Florida state senators this week offered a rare hint of bipartisan agreement on a plan to redraw a swing state’s congressional district boundaries in a way that placates both majority Republicans and minority Democrats — and likely a state Supreme Court that is keeping careful watch of both.
But a last-minute intervention from an unusual source — Gov. Ron DeSantis (R) — has tripped up what might have been a smooth finish to a bumpy process, adding what amounts to a new lap of an already-long course just as legislators thought they were nearing the finish line.
DeSantis this week proposed his own version of a map, which would likely hand his party control of 17 of 28 seats in Congress for the next decade while ensuring Democrats eight seats. The remaining three seats would be narrowly divided between the two parties.
In a statement, the governor’s top lawyer said DeSantis’s proposal would adhere more closely to state and federal redistricting rules.
“We have submitted an alternative proposal, which we can support, that adheres to federal and state requirements, while working to increase district compactness, minimize county splits where feasible, and protect minority voting populations,” general counsel Ryan Newman said.
Newman hinted that DeSantis might veto a map that did not suit his tastes.
“Because the Governor must approve any congressional map passed by the Legislature, we wanted to provide our proposal as soon as possible and in a transparent manner,” the attorney said.
But days later, the state Senate adopted its own map, one that divides the state’s 28-member delegation between 14 Republican-heavy districts, eight that favor Democrats and six that would be competitive.
That version passed the Senate in a 31-4 vote, with five members not voting, though over the objections of Latino advocacy groups that say it unduly dilutes their voting power. Republicans control 24 of 40 seats in the state Senate.
Republicans in the legislature declined to comment or did not respond to requests for comment, in part for fear of having their words used against them in eventual lawsuits that are certain to come no matter which side prevails.
But Democrats who voted for the Senate-passed plan said they were surprised at DeSantis’s intervention, which came after the legislature had been at work for months on its own plans.
“What his map was, at the last minute, we didn’t know. He just sent this map over and wanted us to take it up,” said state Sen. Linda Stewart (D). “I don’t know what authority he had to do that, but I can tell you he only had, I don’t know if it was 72 hours or some limited time for a senator to pick up his map, and nobody did.”
The rival maps contain several glaring differences, among them boundaries around the heavily populated Orlando, Tampa and Miami areas. But most notably, DeSantis’s map eliminates a Democratic district that stretches from Tallahassee to the Jacksonville area along the Georgia border and is currently represented by Rep. Al Lawson (D).

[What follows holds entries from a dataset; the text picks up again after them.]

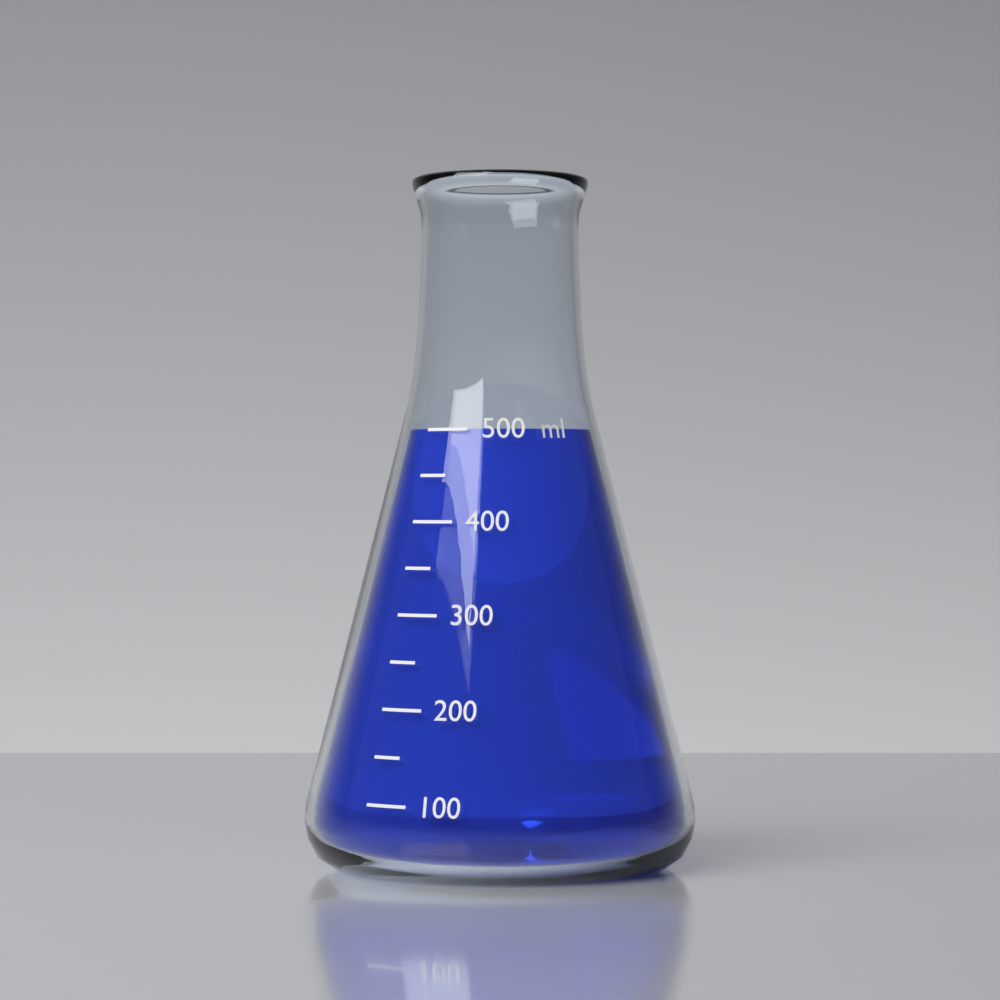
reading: 500 ml
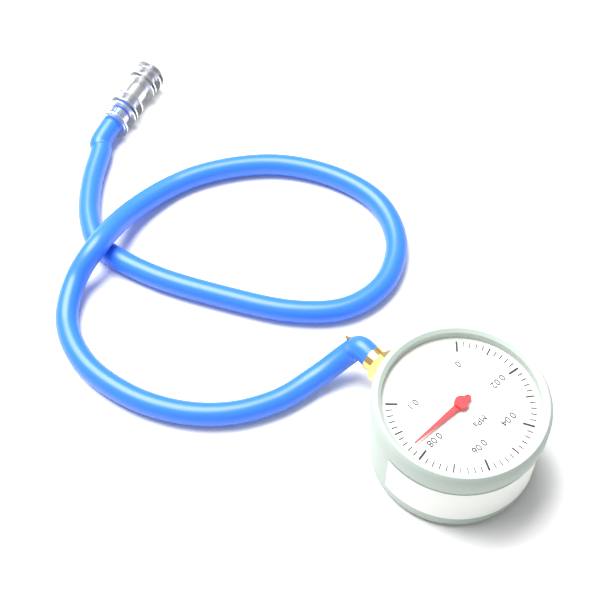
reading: 0.084 MPa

The Senate-approved map maintains Lawson’s district as a majority-minority seat, similar to one the Florida Supreme Court established ahead of the 2016 elections and at least vaguely reminiscent of a district that has existed for all but a few years since the 1960s — albeit a district that has shrunk geographically as Florida’s population has boomed.
The Senate’s proposal has now headed to the state House, where majority Republicans have proposed two different maps of their own, both of which favor Republicans more than the Senate version while preserving Lawson’s district.
DeSantis backers maintain the Lawson district represents an unconstitutional gerrymander because it stretches so far east and west between north Florida’s two population centers.
But the last-minute dispute is likely to throw a wrench into what might otherwise have been minor negotiations between the two legislative chambers.
“The governor injecting himself into this I think adds greater uncertainty,” said Michael McDonald, a redistricting expert at the University of Florida who has clashed with DeSantis. “If DeSantis wants to pick a fight with the legislature, we could see a fight, because it looks like legislative leadership in the Senate didn’t want to go along with the governor on this plan.”
Hovering over the debate is a constitutional amendment approved by voters in 2010 that sought to limit partisan influence in the redistricting process. The state Supreme Court ruled a redistricting map adopted by Republicans the following year did not comply with those standards, forcing a new map that handed Democrats several new seats in the middle of the decade.
But in the years since, both DeSantis and his predecessor, now-Sen. Rick Scott (R), have appointed four new justices to the state’s highest court, handing jurisdiction over the Fair Districts standard to what is likely a more conservative court.
“We don’t really know to what degree that Republican court is going to tolerate any hanky panky the districts will have,” McDonald said.
Stewart, the Senate Democrat, said the map she voted to approve was designed to withstand judicial scrutiny.
“Ours will meet the judiciary’s requirement,” Stewart said in an interview.